A survey is a process of listening
A performative survey of listening, as we managed to find it being used as a tool in different practices, disciplines and communities in North America (music, poetry, film, philosophy, activism…).
Arika have been creating events since 2001. The Archive is space to share the documentation of our work, over 600 events from the past 20 years. Browse the archive by event, artists and collections, explore using theme pairs, or use the index for a comprehensive overview.
A performative survey of listening, as we managed to find it being used as a tool in different practices, disciplines and communities in North America (music, poetry, film, philosophy, activism…).
A performed lecture concerned with Renaissance occult (musical) thinkers of the cosmic who put forward the notion of the “disharmony of the world”
A silent performance of (musical) reverberation.
Sound as it is endured by space and the body: 15 participants lie face down and pound the floor with a microphone one thousand times, each person choosing their own rhythm and intensity.
When one calls a strike, who hears the call, who attunes and listens to it? How to listen to the call of a strike? What prevents one from hearing this call or stops one from listening to it?
We’ll look more at psycho-emotional health – exploring experiences as opposed to diagnoses. And exploring collective care and collective healing.
An immersive environment where sound is looped through oscillators, radio, guitar pick-ups and video amps to create dense strobing images and colours
An event exploring anarchic and communal situations of musical creation with MV, EE and The Cherry Blossoms.
The worlds leading radio art station brings you: a performance, a radio show, an installation, an endurance test.
Music is full of refracted brass and wind tones, distorted tape loops, dead silent air and the occasional piercing shard of sound.
Quintessentially British, The Bohman Brothers’ music is a home-made and DIY conflux of some of the most virulent strains of experimental music.
Is it possible to dance our way out of the hardened stances and identity prisons we are locked in?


Scan the data that follows and count the lines with the string "lateral"; answer with the count alone.

*** The data Section Begins ***

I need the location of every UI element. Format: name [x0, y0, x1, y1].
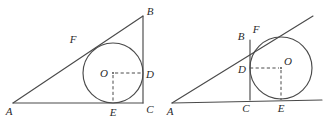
left-label-E: E [109, 106, 117, 118]
right-label-F: F [252, 23, 260, 35]
right-label-D: D [237, 63, 246, 75]
left-center-dot [112, 72, 114, 74]
right-label-O: O [284, 55, 292, 67]
geometry-figure-canvas: A B C O D E F A B C D E F O [0, 0, 330, 121]
right-label-A: A [166, 105, 174, 117]
left-label-A: A [5, 105, 13, 117]
right-center-dot [280, 67, 282, 69]
left-label-B: B [147, 5, 154, 17]
right-label-E: E [277, 102, 285, 114]
right-label-C: C [242, 102, 250, 114]
left-label-O: O [100, 67, 108, 79]
right-label-B: B [238, 30, 245, 42]
left-label-F: F [69, 33, 77, 45]
left-label-C: C [146, 103, 154, 115]
left-label-D: D [145, 68, 154, 80]
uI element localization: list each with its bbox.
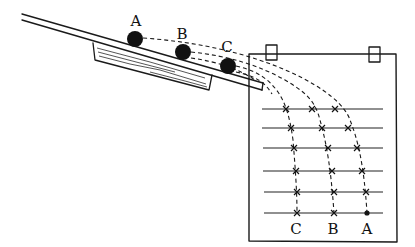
- trace-label-c: C: [290, 220, 301, 238]
- ball-a-icon: [127, 31, 143, 47]
- ruled-lines: [262, 109, 383, 213]
- trajectory-diagram: A B C C B A: [0, 0, 415, 247]
- ball-label-b: B: [176, 25, 187, 43]
- ball-c-icon: [220, 58, 236, 74]
- ball-b-icon: [175, 44, 191, 60]
- ball-label-c: C: [221, 38, 232, 56]
- clip-left-icon: [266, 45, 277, 60]
- ball-label-a: A: [130, 12, 142, 30]
- impact-marks: [283, 106, 369, 216]
- trace-label-a: A: [361, 220, 373, 238]
- wooden-block: [93, 43, 212, 90]
- trace-label-b: B: [327, 220, 338, 238]
- trajectory-paths: [143, 38, 367, 213]
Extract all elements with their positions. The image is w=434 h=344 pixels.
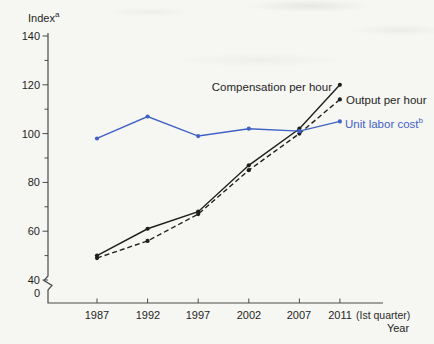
series-label-unit-labor-cost: Unit labor costb: [345, 117, 423, 131]
data-point-0-2011: [338, 83, 342, 87]
data-point-2-2007: [297, 129, 301, 133]
data-point-1-1987: [95, 256, 99, 260]
scanned-chart-page: Indexa 140 120 100 80 60 40 0 1987 1992 …: [0, 0, 434, 344]
series-label-unit-labor-cost-text: Unit labor cost: [345, 118, 419, 130]
x-tick-label: 1987: [75, 308, 119, 322]
x-tick-label: 2002: [227, 308, 271, 322]
y-tick-label: 100: [10, 127, 40, 141]
y-tick-label: 60: [10, 224, 40, 238]
x-axis-note: (Ist quarter): [356, 308, 410, 322]
data-point-2-1992: [146, 114, 150, 118]
data-point-1-1992: [146, 239, 150, 243]
data-point-2-2002: [247, 127, 251, 131]
productivity-line-chart: [0, 0, 434, 344]
axes-with-break: [44, 33, 383, 303]
y-tick-label: 40: [10, 273, 40, 287]
x-tick-label: 1992: [126, 308, 170, 322]
x-tick-label: 1997: [176, 308, 220, 322]
x-axis-title: Year: [376, 321, 420, 335]
y-tick-label: 120: [10, 78, 40, 92]
data-point-2-2011: [338, 119, 342, 123]
data-point-0-1992: [146, 227, 150, 231]
series-label-compensation: Compensation per hour: [210, 80, 332, 94]
footnote-marker-b: b: [419, 116, 423, 125]
series-line-0: [97, 85, 340, 256]
data-point-1-1997: [196, 212, 200, 216]
x-tick-label: 2007: [277, 308, 321, 322]
y-tick-label: 80: [10, 175, 40, 189]
data-point-1-2011: [338, 97, 342, 101]
series-line-2: [97, 117, 340, 139]
data-point-0-2002: [247, 163, 251, 167]
y-tick-label: 140: [10, 29, 40, 43]
y-axis-title-text: Index: [28, 12, 55, 24]
footnote-marker-a: a: [55, 10, 59, 19]
series-label-output: Output per hour: [346, 93, 427, 107]
data-point-2-1997: [196, 134, 200, 138]
data-point-1-2002: [247, 168, 251, 172]
data-point-2-1987: [95, 136, 99, 140]
y-origin-label: 0: [10, 286, 40, 300]
y-axis-title: Indexa: [28, 11, 59, 25]
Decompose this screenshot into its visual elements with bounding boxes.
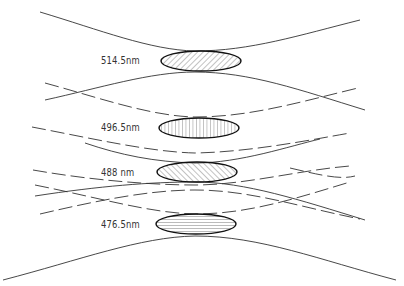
- beam-476-dashed-upper: [35, 182, 350, 214]
- label-476: 476.5nm: [101, 218, 140, 231]
- label-514: 514.5nm: [101, 54, 140, 67]
- beam-514-upper-edge: [40, 12, 360, 51]
- label-488: 488 nm: [101, 166, 134, 179]
- label-496: 496.5nm: [101, 121, 140, 134]
- beam-496-upper-edge: [45, 83, 358, 117]
- beam-488-upper-edge: [85, 139, 320, 163]
- waist-488: [157, 162, 237, 182]
- beam-476-lower-edge: [3, 236, 396, 280]
- waist-476: [156, 214, 236, 234]
- beam-514-lower-edge: [45, 72, 365, 110]
- waist-496: [159, 118, 239, 138]
- beam-diagram: [0, 0, 404, 286]
- waist-514: [161, 51, 241, 71]
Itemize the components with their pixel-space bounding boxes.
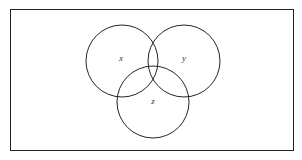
venn-circles-group <box>0 0 302 160</box>
label-x: x <box>119 54 123 63</box>
label-z: z <box>151 97 155 106</box>
venn-diagram-figure: x y z <box>0 0 302 160</box>
label-y: y <box>182 54 186 63</box>
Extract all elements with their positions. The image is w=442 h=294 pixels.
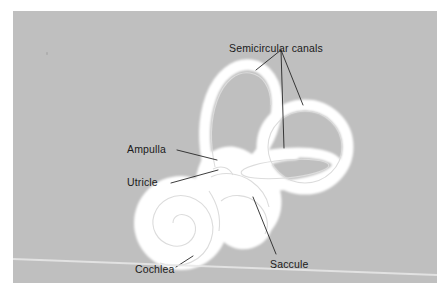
leader-semicircular-canals-right [281,50,303,105]
label-utricle: Utricle [127,177,158,188]
labyrinth-structure-group [134,65,348,270]
label-cochlea: Cochlea [135,264,175,275]
label-ampulla: Ampulla [127,144,166,155]
scan-streak-artifact [13,259,437,275]
lateral-canal-inner-edge [268,111,342,183]
label-semicircular-canals: Semicircular canals [229,43,323,54]
inner-ear-diagram [13,11,437,283]
plate-speck-artifact [46,52,48,55]
label-saccule: Saccule [270,259,308,270]
lateral-semicircular-canal [262,105,348,189]
anatomy-figure-plate: Semicircular canals Ampulla Utricle Coch… [13,11,437,283]
figure-page: Semicircular canals Ampulla Utricle Coch… [0,0,442,294]
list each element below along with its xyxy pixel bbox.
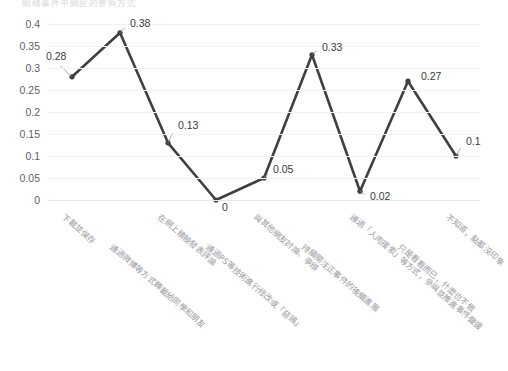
y-tick-label: 0.4: [0, 18, 40, 30]
gridline: [48, 112, 480, 113]
data-point-label: 0.1: [466, 135, 481, 147]
x-tick-label: 與其他網友討論、爭辯: [252, 210, 322, 273]
gridline: [48, 134, 480, 135]
gridline: [48, 90, 480, 91]
data-point-label: 0.05: [273, 163, 293, 175]
data-point-label: 0.38: [130, 17, 150, 29]
y-tick-label: 0.05: [0, 172, 40, 184]
x-tick-label: 通過微博等方式轉載給同學和朋友: [108, 240, 209, 330]
x-axis-line: [48, 200, 480, 201]
data-point-marker: [357, 189, 362, 194]
x-tick-label: 不知道，點都沒印象: [444, 210, 508, 267]
y-tick-label: 0.2: [0, 106, 40, 118]
chart-title: 網絡事件中網民的參與方式: [22, 0, 136, 8]
x-tick-label: 在網上積極發表評論: [156, 210, 220, 267]
data-point-label: 0.02: [370, 190, 390, 202]
gridline: [48, 156, 480, 157]
y-tick-label: 0.35: [0, 40, 40, 52]
y-tick-label: 0.1: [0, 150, 40, 162]
gridline: [48, 68, 480, 69]
data-point-label: 0.33: [322, 41, 342, 53]
gridline: [48, 46, 480, 47]
y-tick-label: 0.25: [0, 84, 40, 96]
data-point-marker: [405, 79, 410, 84]
plot-area: [48, 24, 480, 200]
series-polyline: [72, 33, 456, 200]
x-tick-label: 下載並保存: [60, 210, 99, 246]
y-tick-label: 0: [0, 194, 40, 206]
y-tick-label: 0.15: [0, 128, 40, 140]
data-point-label: 0.27: [421, 70, 441, 82]
y-tick-label: 0.3: [0, 62, 40, 74]
gridline: [48, 24, 480, 25]
data-point-label: 0.13: [178, 119, 198, 131]
gridline: [48, 178, 480, 179]
data-point-label: 0: [222, 201, 228, 213]
x-tick-label: 只是看看而已，什麼也不做: [396, 240, 478, 314]
data-point-label: 0.28: [46, 50, 66, 62]
x-tick-label: 持續關注正事件的後續進展: [300, 240, 382, 314]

*** The data Section Ends ***

■ Solved problem
2